Supporting Isolation for Fault and Power Management with Fully Virtualized Memory Systems

Fully virtualized systems offer significant commercial advantages in certain markets by allowing users to consolidate many small servers onto a single large system that offers lower total cost and more efficient and flexible use of computing resources. With full virtualization, which means that the underlying hypervisor virtualizes processor, memory and I/O resources, the system becomes even more flexible since there is no fixed assignment of resources to partitions and operating system images. However, with such systems, the costs associated with failures and power management are much higher. For example, if a virtualized system fails, rather than losing a single system, the customer loses all of the consolidated system images, often on the order of 102 or even 103 logical servers. Similarly, unless the larger system offers power-management features comparable to those found in smaller systems, its power costs and power-related problems such as heat and potential failures are higher than the systems that it replaces. This work provides a partial solution to these problems in the area of system memory by offering a scheme for identifying and isolating if necessary the memory used by particular virtual images. It applies the well-known reverse-mapping technique to hypervisors and takes advantage of some likely characteristics of the hypervised environment to provide a compact and simple reverse mapping. With this reverse mapping, it then indicates how to reduce memory power consumption during periods of low utilization and how to isolate faulty portions of memory, affecting only those system images using the bad memory.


- WHAT THE EXERCISE ASKS:
Leaving out the pictures, copy each record below exactly.

- RECORDS SUPPLIED:
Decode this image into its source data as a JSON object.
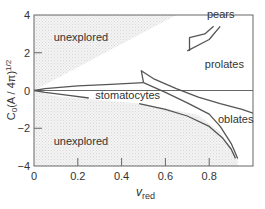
{
  "chart_data": {
    "type": "line",
    "title": "",
    "xlabel": "v",
    "xlabel_subscript": "red",
    "ylabel": "C₀(A / 4π)¹ᐟ²",
    "ylabel_parts": {
      "base": "C",
      "sub": "0",
      "mid": "(A / 4π)",
      "sup": "1/2"
    },
    "xlim": [
      0,
      1.0
    ],
    "ylim": [
      -4,
      4
    ],
    "x_ticks": [
      0,
      0.2,
      0.4,
      0.6,
      0.8
    ],
    "x_tick_labels": [
      "0",
      "0.2",
      "0.4",
      "0.6",
      "0.8"
    ],
    "y_ticks": [
      -4,
      -2,
      0,
      2,
      4
    ],
    "y_tick_labels": [
      "−4",
      "−2",
      "0",
      "2",
      "4"
    ],
    "grid": false,
    "legend": null,
    "reference_lines": [
      {
        "axis": "y",
        "value": 0
      }
    ],
    "shaded_regions": [
      {
        "label": "unexplored",
        "position": "upper-left",
        "polygon": [
          [
            0,
            0
          ],
          [
            0,
            4
          ],
          [
            0.65,
            4
          ]
        ]
      },
      {
        "label": "unexplored",
        "position": "lower",
        "polygon": [
          [
            0,
            0
          ],
          [
            0.1,
            -0.3
          ],
          [
            0.5,
            -0.7
          ],
          [
            0.75,
            -1.3
          ],
          [
            0.85,
            -2.2
          ],
          [
            0.93,
            -3.6
          ],
          [
            0.93,
            -4
          ],
          [
            0,
            -4
          ]
        ]
      }
    ],
    "region_labels": [
      {
        "text": "unexplored",
        "x": 0.09,
        "y": 2.6
      },
      {
        "text": "unexplored",
        "x": 0.09,
        "y": -2.9
      },
      {
        "text": "pears",
        "x": 0.79,
        "y": 3.85
      },
      {
        "text": "prolates",
        "x": 0.78,
        "y": 1.2
      },
      {
        "text": "stomatocytes",
        "x": 0.28,
        "y": -0.45
      },
      {
        "text": "oblates",
        "x": 0.84,
        "y": -1.7
      }
    ],
    "series": [
      {
        "name": "stomatocyte-upper-boundary",
        "x": [
          0,
          0.05,
          0.2,
          0.35,
          0.5
        ],
        "y": [
          0,
          0.1,
          0.25,
          0.33,
          0.42
        ]
      },
      {
        "name": "stomatocyte-lower-boundary",
        "x": [
          0,
          0.05,
          0.15,
          0.25
        ],
        "y": [
          0,
          -0.1,
          -0.25,
          -0.4
        ]
      },
      {
        "name": "prolate-oblate-upper",
        "x": [
          0.5,
          0.49,
          0.55,
          0.65,
          0.75,
          0.85,
          0.95,
          1.0
        ],
        "y": [
          0.42,
          1.05,
          0.6,
          0.1,
          -0.35,
          -0.7,
          -1.0,
          -1.2
        ]
      },
      {
        "name": "prolate-oblate-middle",
        "x": [
          0.5,
          0.6,
          0.7,
          0.8,
          0.85,
          0.9,
          0.93
        ],
        "y": [
          0.42,
          -0.1,
          -0.65,
          -1.25,
          -1.9,
          -2.8,
          -3.6
        ]
      },
      {
        "name": "oblate-lower",
        "x": [
          0.48,
          0.6,
          0.7,
          0.8,
          0.86,
          0.9,
          0.92
        ],
        "y": [
          -0.7,
          -1.0,
          -1.35,
          -1.9,
          -2.5,
          -3.1,
          -3.6
        ]
      },
      {
        "name": "pears-boundary-lower",
        "x": [
          0.7,
          0.8,
          0.85
        ],
        "y": [
          2.1,
          2.7,
          3.4
        ]
      },
      {
        "name": "pears-boundary-upper",
        "x": [
          0.71,
          0.71,
          0.78,
          0.82
        ],
        "y": [
          2.1,
          2.8,
          3.0,
          3.4
        ]
      }
    ]
  }
}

- OUTPUT OF THE EXERCISE:
Decode this image into its source data as a JSON object.
{
  "chart_data": {
    "type": "line",
    "title": "",
    "xlabel": "v",
    "xlabel_subscript": "red",
    "ylabel": "C₀(A / 4π)¹ᐟ²",
    "ylabel_parts": {
      "base": "C",
      "sub": "0",
      "mid": "(A / 4π)",
      "sup": "1/2"
    },
    "xlim": [
      0,
      1.0
    ],
    "ylim": [
      -4,
      4
    ],
    "x_ticks": [
      0,
      0.2,
      0.4,
      0.6,
      0.8
    ],
    "x_tick_labels": [
      "0",
      "0.2",
      "0.4",
      "0.6",
      "0.8"
    ],
    "y_ticks": [
      -4,
      -2,
      0,
      2,
      4
    ],
    "y_tick_labels": [
      "−4",
      "−2",
      "0",
      "2",
      "4"
    ],
    "grid": false,
    "legend": null,
    "reference_lines": [
      {
        "axis": "y",
        "value": 0
      }
    ],
    "shaded_regions": [
      {
        "label": "unexplored",
        "position": "upper-left",
        "polygon": [
          [
            0,
            0
          ],
          [
            0,
            4
          ],
          [
            0.65,
            4
          ]
        ]
      },
      {
        "label": "unexplored",
        "position": "lower",
        "polygon": [
          [
            0,
            0
          ],
          [
            0.1,
            -0.3
          ],
          [
            0.5,
            -0.7
          ],
          [
            0.75,
            -1.3
          ],
          [
            0.85,
            -2.2
          ],
          [
            0.93,
            -3.6
          ],
          [
            0.93,
            -4
          ],
          [
            0,
            -4
          ]
        ]
      }
    ],
    "region_labels": [
      {
        "text": "unexplored",
        "x": 0.09,
        "y": 2.6
      },
      {
        "text": "unexplored",
        "x": 0.09,
        "y": -2.9
      },
      {
        "text": "pears",
        "x": 0.79,
        "y": 3.85
      },
      {
        "text": "prolates",
        "x": 0.78,
        "y": 1.2
      },
      {
        "text": "stomatocytes",
        "x": 0.28,
        "y": -0.45
      },
      {
        "text": "oblates",
        "x": 0.84,
        "y": -1.7
      }
    ],
    "series": [
      {
        "name": "stomatocyte-upper-boundary",
        "x": [
          0,
          0.05,
          0.2,
          0.35,
          0.5
        ],
        "y": [
          0,
          0.1,
          0.25,
          0.33,
          0.42
        ]
      },
      {
        "name": "stomatocyte-lower-boundary",
        "x": [
          0,
          0.05,
          0.15,
          0.25
        ],
        "y": [
          0,
          -0.1,
          -0.25,
          -0.4
        ]
      },
      {
        "name": "prolate-oblate-upper",
        "x": [
          0.5,
          0.49,
          0.55,
          0.65,
          0.75,
          0.85,
          0.95,
          1.0
        ],
        "y": [
          0.42,
          1.05,
          0.6,
          0.1,
          -0.35,
          -0.7,
          -1.0,
          -1.2
        ]
      },
      {
        "name": "prolate-oblate-middle",
        "x": [
          0.5,
          0.6,
          0.7,
          0.8,
          0.85,
          0.9,
          0.93
        ],
        "y": [
          0.42,
          -0.1,
          -0.65,
          -1.25,
          -1.9,
          -2.8,
          -3.6
        ]
      },
      {
        "name": "oblate-lower",
        "x": [
          0.48,
          0.6,
          0.7,
          0.8,
          0.86,
          0.9,
          0.92
        ],
        "y": [
          -0.7,
          -1.0,
          -1.35,
          -1.9,
          -2.5,
          -3.1,
          -3.6
        ]
      },
      {
        "name": "pears-boundary-lower",
        "x": [
          0.7,
          0.8,
          0.85
        ],
        "y": [
          2.1,
          2.7,
          3.4
        ]
      },
      {
        "name": "pears-boundary-upper",
        "x": [
          0.71,
          0.71,
          0.78,
          0.82
        ],
        "y": [
          2.1,
          2.8,
          3.0,
          3.4
        ]
      }
    ]
  }
}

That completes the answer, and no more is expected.